Saturday, April 12, 2025

Embarrassment, Anger, and Pride Prompting Chuvash Activists to Try to Save Their Language

Paul Goble

    Staunton, Apr. 10 – Embarrassed that they don’t know their national language when members of other nations know theirs, angry that Russian officials and Russian speakers generally treat them as inferior, and pride in their own nation and its past are combining to prompt ever more Chuvash to take actions to try to save their language.

    Members of the one million-strong Christian Turkic nation of the Middle Volga, two-thirds of whom live in their titular republic and have watched the use of their language decline dramatically over the last decade, are taking a variety of actions to change that last trend, the Regional Aspect portal says (regaspect.info/2025/04/11/vse-my-russkie/).

    In a 4,000-word article which has its title “Are we all Russians?” from the experience of some Chuvash who sing a song entitled “We are all Chuvash” translated by a Russian into “We are all Russians,” their various paths in life to this point and their current efforts are described in detail.

    In Soviet times, Chuvash was not taught in most schools; but from the 1990s to 2017, it was a required subject and 84 percent of all pupils studied it.

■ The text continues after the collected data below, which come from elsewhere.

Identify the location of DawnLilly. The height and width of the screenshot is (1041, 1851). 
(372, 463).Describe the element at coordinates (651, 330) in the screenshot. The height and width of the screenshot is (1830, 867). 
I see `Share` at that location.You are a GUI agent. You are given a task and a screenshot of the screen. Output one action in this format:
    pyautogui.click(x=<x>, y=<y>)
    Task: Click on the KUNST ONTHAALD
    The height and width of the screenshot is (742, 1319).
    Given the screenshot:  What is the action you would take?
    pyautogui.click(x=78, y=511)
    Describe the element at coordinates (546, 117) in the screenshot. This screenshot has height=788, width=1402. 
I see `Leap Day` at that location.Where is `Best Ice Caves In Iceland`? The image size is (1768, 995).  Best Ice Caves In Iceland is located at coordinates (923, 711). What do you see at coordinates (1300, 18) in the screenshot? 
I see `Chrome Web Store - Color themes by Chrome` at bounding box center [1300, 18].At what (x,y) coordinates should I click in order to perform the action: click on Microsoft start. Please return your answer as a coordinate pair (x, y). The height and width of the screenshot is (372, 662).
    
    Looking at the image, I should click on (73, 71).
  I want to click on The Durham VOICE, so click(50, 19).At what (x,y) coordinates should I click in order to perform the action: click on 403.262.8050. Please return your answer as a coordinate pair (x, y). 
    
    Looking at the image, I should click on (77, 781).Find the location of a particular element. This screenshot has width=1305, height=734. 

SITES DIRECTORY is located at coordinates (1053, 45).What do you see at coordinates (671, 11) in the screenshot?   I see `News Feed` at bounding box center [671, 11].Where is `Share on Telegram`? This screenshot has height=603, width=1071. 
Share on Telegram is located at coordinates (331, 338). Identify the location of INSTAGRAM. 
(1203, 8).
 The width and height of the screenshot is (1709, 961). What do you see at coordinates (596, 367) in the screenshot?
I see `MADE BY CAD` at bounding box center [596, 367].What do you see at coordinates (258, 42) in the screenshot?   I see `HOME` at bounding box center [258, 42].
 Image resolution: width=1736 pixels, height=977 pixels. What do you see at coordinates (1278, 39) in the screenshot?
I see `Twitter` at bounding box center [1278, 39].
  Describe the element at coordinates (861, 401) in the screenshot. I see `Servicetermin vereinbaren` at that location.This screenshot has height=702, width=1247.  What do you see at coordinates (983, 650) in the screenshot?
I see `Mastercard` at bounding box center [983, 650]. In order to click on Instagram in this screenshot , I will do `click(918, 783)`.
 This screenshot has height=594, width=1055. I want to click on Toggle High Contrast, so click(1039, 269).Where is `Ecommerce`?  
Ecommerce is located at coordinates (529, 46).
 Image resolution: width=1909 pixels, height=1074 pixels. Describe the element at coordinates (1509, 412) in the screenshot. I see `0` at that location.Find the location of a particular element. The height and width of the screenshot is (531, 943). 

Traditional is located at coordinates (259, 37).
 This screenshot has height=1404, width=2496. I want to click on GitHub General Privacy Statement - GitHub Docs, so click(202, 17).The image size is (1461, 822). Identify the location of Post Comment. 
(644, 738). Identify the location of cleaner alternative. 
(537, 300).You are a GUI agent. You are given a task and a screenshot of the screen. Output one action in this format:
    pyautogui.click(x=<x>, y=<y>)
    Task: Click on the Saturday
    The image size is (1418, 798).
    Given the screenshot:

Now, after Putin’s decision to make the study of non-Russian languages completely voluntary, the share has fallen to less than half, something that puts the future of Chuvash at risk but is also angering many.

    The older generation, especially in the villages, still knows Chuvash, but it has done little to pass it on to their children. And one of the most remarkable aspects of the rebirth of interest in Chuvash is that it has come from and been led by young adults who feel they have been deprived of an important part of who they are.

    Many of those involved are teachers of other languages who have been shocked into what it means that they don’t know their own. One Chuvash student of Esperanto who is now a leading Chuvash activist was challenged by another Esperanto speaker with the question: “Do you know that if you don’t learn Chuvash, in 50 years, your language will be dead?”

    Others have come to linguistic activism through art and music because of their familiarity with the way in which those aspects of life are interconnected with language. A karaoke program is getting more people to learn Chuvash, and Internet courses have sprung up to teach Chuvash to people not only in the republic but far beyond it.

    But perhaps the most striking characteristic of this new language movement is the gender of those leading it. Until a few generations ago, Chuvash culture  was completely patriarchal; but now it has acquired a woman’s face, activists say – and the leaders of this linguistic and cultural revival are almost exclusively female.